November 30, 2012

Proposal for a Museum: Le Corbusier's Project for a 'Museum of Unlimited Growth,' 1931

Today: Le Corbusier.

Le Corbusier and Pierre Jeanneret, Project for a “museum of unlimited growth” (general perspective view), 1931

In the newly resuscitated revue Cahiers d’Art, professor of architecture Jean-Louis Cohen elaborates on the relatively recent phenomenon of edifices specifically designed to be museums (“Architecture and the Museum: A Troubled Relationship,” Cahiers d’Art, No. 1, 2012), addressing himself to several “proposals for museums,” realized and unrealized, from the last century. Among his examples is the Musée à croissance illimitée (Museum of Unlimited Growth), 1931, by Le Corbusier and Pierre Jeanneret.

Cohen elaborates the backdrop of this project as follows:

One of the most vocal critics of museums was Le Corbusier — who would later become a reader of Bataille. He had organized for the journal L’Esprit nouveau, which he published from 1920 to 1925 with the painter Amedée Ozenfant, a public inquiry centered on the provocative question, “Is the Louvre to be burned?” In the polemics surrounding the 1925 Exposition of Modern Decorative and Industrial Arts he had challenged the very concept of the museum. After having spent his youth in the collections of Vienna, Paris, Munich, and Berlin, he wrote, “The museum is bad because it does not tell the whole story. It misleads, it dissimulates, it deludes. It is a liar.” The primary target of his diatribe was the Musée des Arts décoratifs, created in 1905 in the Pavillon de Marsan. He proposed on a more positive note, “Let us imagine a true museum, one that contained everything, one that could present a complete picture after the passage of time, after the destruction by time (and how well it knows how to destroy! So well, so completely, that almost nothing remains except objects of great show, of great vanity, of great fancy).”

Cohen relates that the architect would “implement [this project] in the 1950s in Tokyo, Chandigarh, and Ahmedabad” — with the spiral/ziggurat of the figure above as the architect’s image of “limitlessness,” one that would be imitated by Frank Lloyd Wright in his design for the Guggenheim Museum. But these museums hardly represent anything like Corbusier’s unrealized dream of a “true museum, one that contained everything” — a prospect that reads to us as possibly thrilling, but probably, in practice, a hell.


Find grupa o.k. on Tumblr, and read other proposals here.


● Task brief
Among the lines below, the one containing "Find the location" opens the range and the one containing "Task: Click on the a: Course content" closes it. Print that range exactly, without the pictures.

****************

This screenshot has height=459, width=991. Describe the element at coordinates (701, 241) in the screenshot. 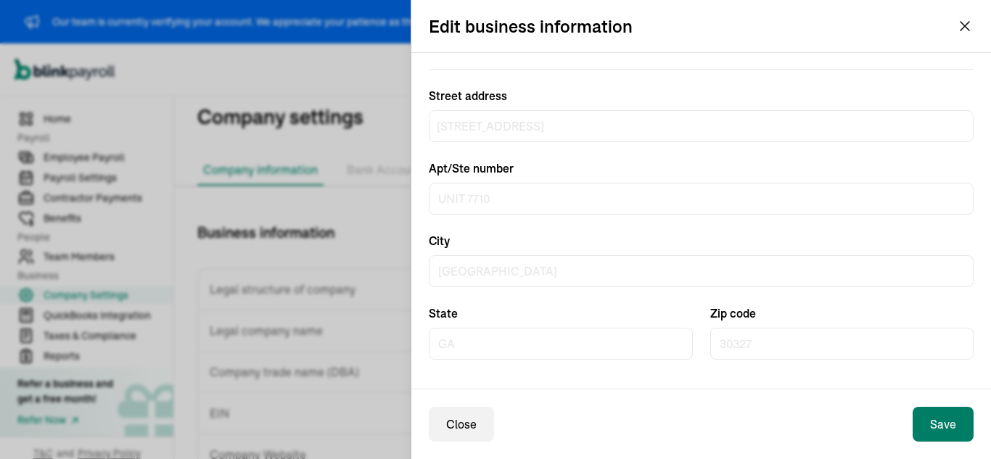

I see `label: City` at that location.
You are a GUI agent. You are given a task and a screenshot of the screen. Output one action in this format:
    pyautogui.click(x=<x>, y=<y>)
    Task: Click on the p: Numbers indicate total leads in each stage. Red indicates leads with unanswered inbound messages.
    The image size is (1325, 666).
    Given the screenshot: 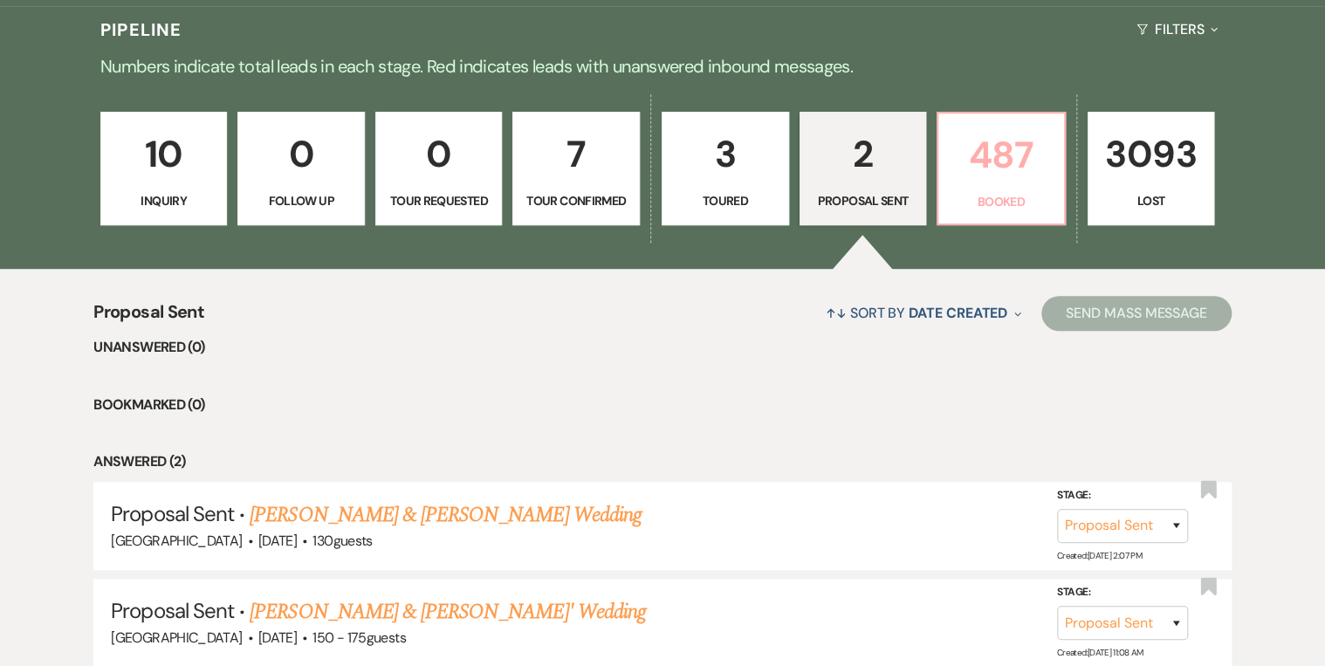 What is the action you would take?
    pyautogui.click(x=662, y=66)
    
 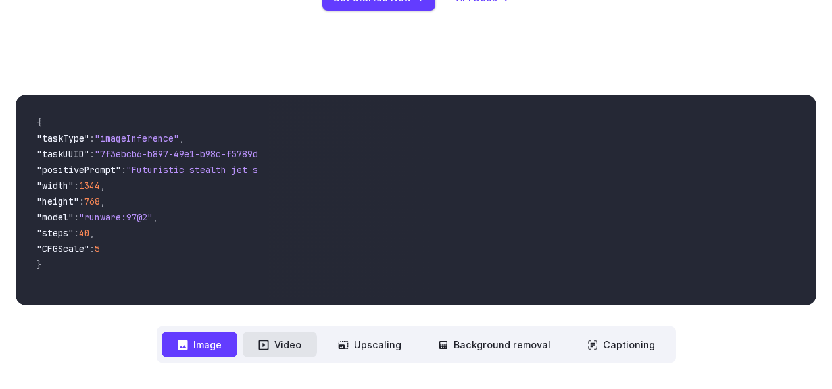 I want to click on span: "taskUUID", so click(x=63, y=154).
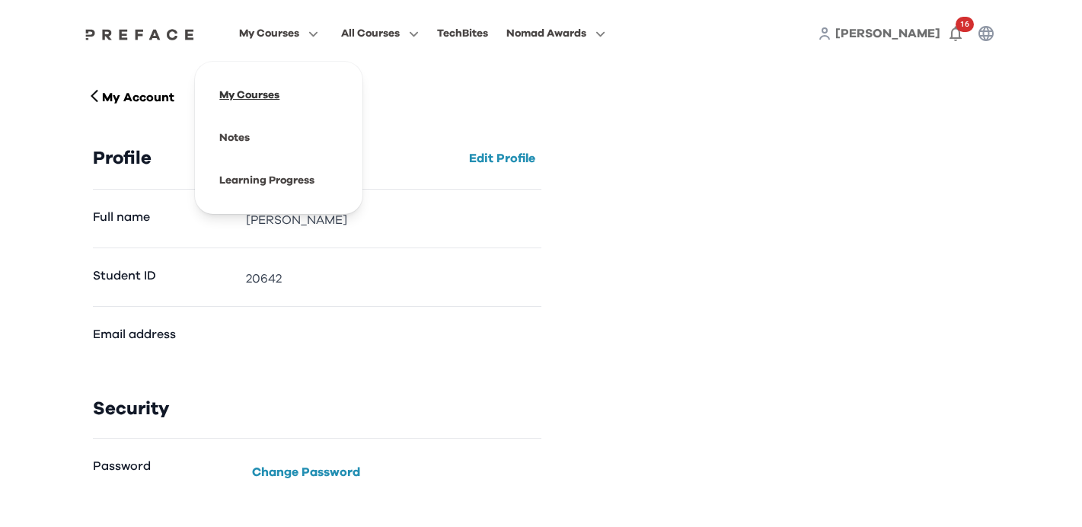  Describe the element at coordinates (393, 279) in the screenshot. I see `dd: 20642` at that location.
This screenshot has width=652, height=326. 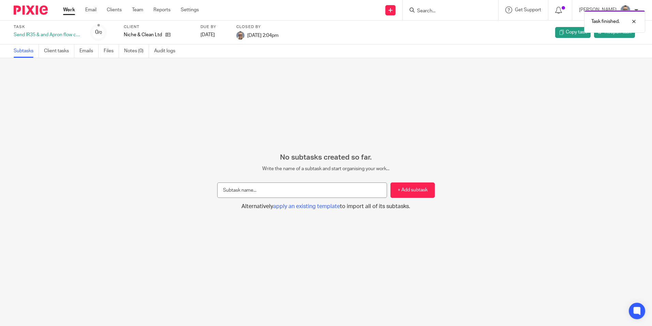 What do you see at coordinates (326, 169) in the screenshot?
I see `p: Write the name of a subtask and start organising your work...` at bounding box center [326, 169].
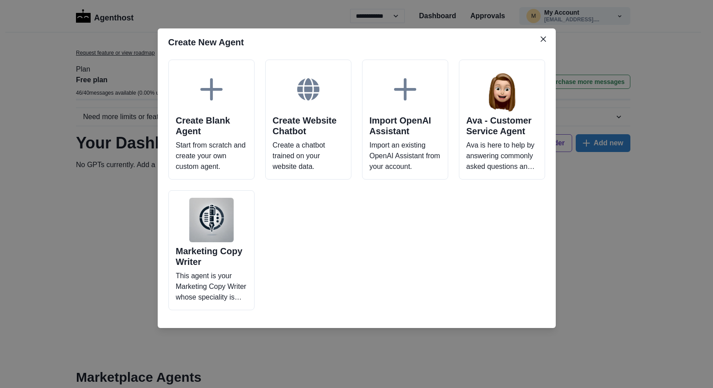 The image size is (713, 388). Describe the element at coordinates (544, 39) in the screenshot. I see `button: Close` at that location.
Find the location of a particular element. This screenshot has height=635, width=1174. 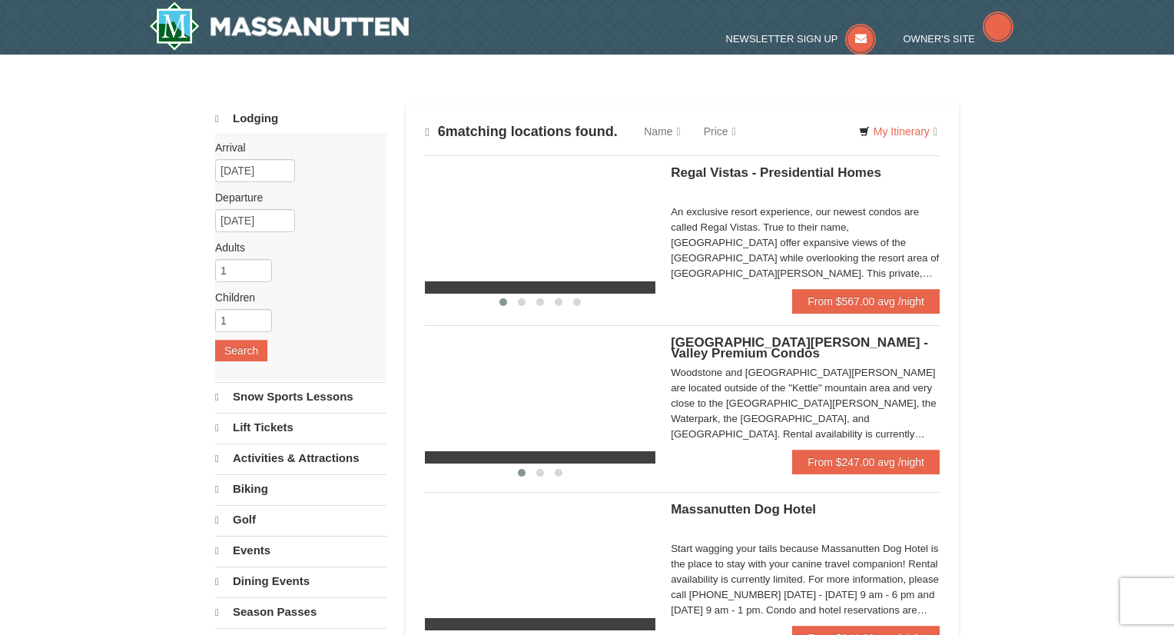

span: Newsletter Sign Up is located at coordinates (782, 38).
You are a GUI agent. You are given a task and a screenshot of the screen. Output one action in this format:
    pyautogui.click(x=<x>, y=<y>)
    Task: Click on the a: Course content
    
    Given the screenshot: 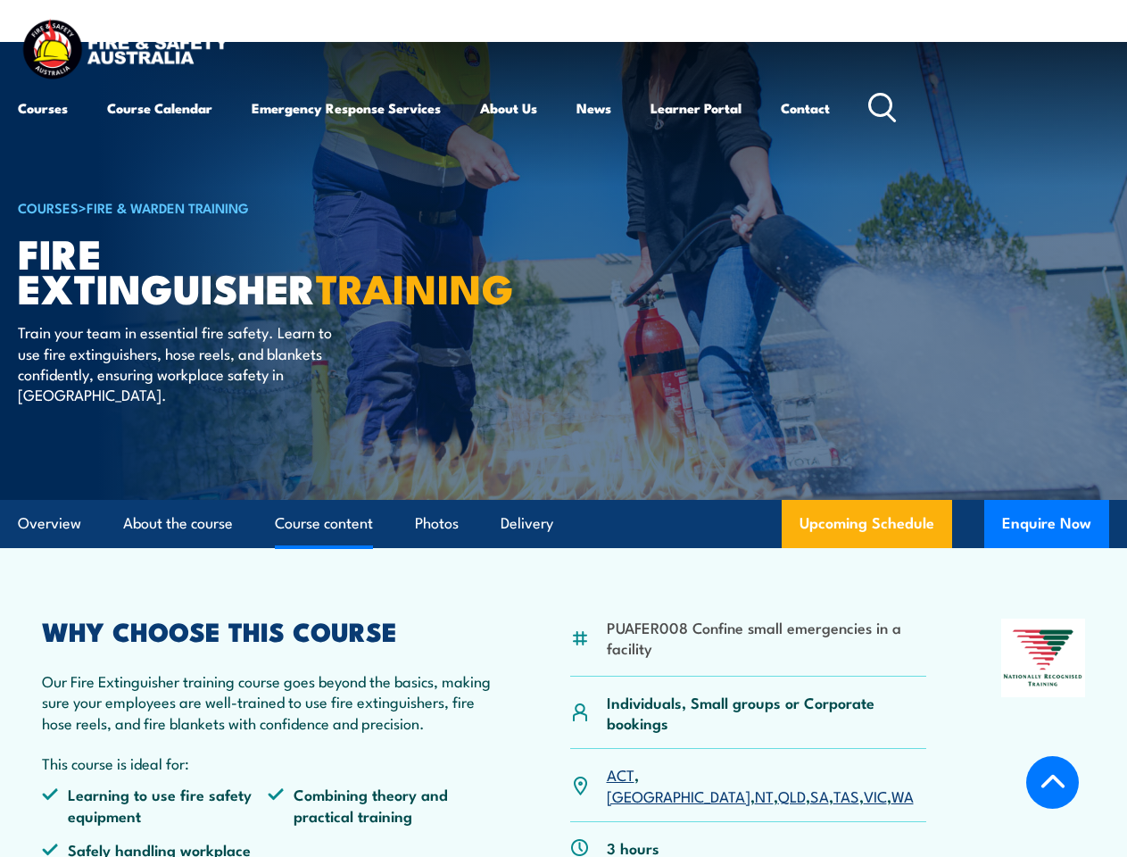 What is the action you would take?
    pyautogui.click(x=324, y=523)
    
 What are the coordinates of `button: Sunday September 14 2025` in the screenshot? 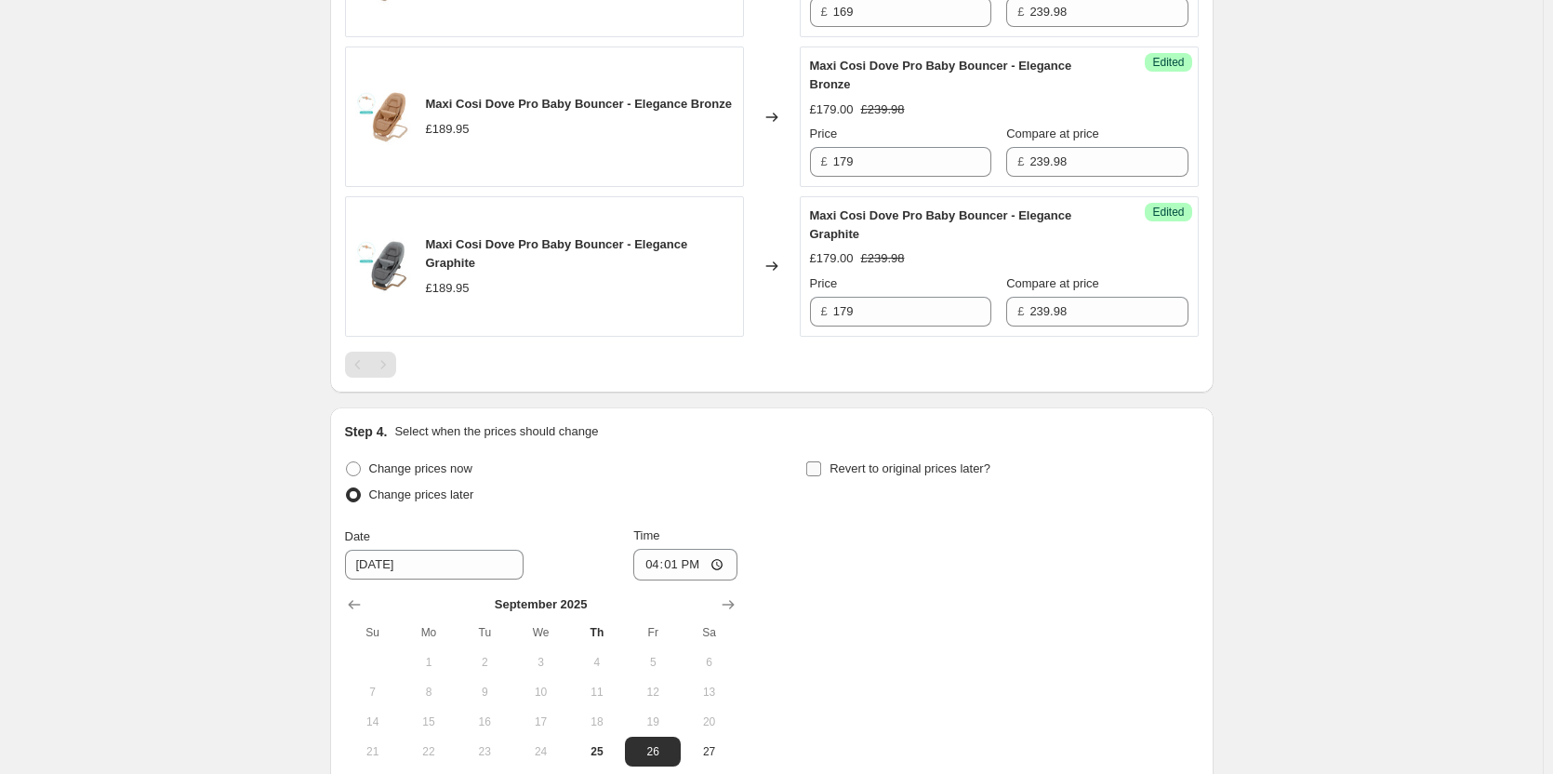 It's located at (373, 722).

****************

● Your solution
Find the location of a particular element. This screenshot has height=635, width=1174. 

span: Newsletter Sign Up is located at coordinates (782, 38).
You are a GUI agent. You are given a task and a screenshot of the screen. Output one action in this format:
    pyautogui.click(x=<x>, y=<y>)
    Task: Click on the a: Course content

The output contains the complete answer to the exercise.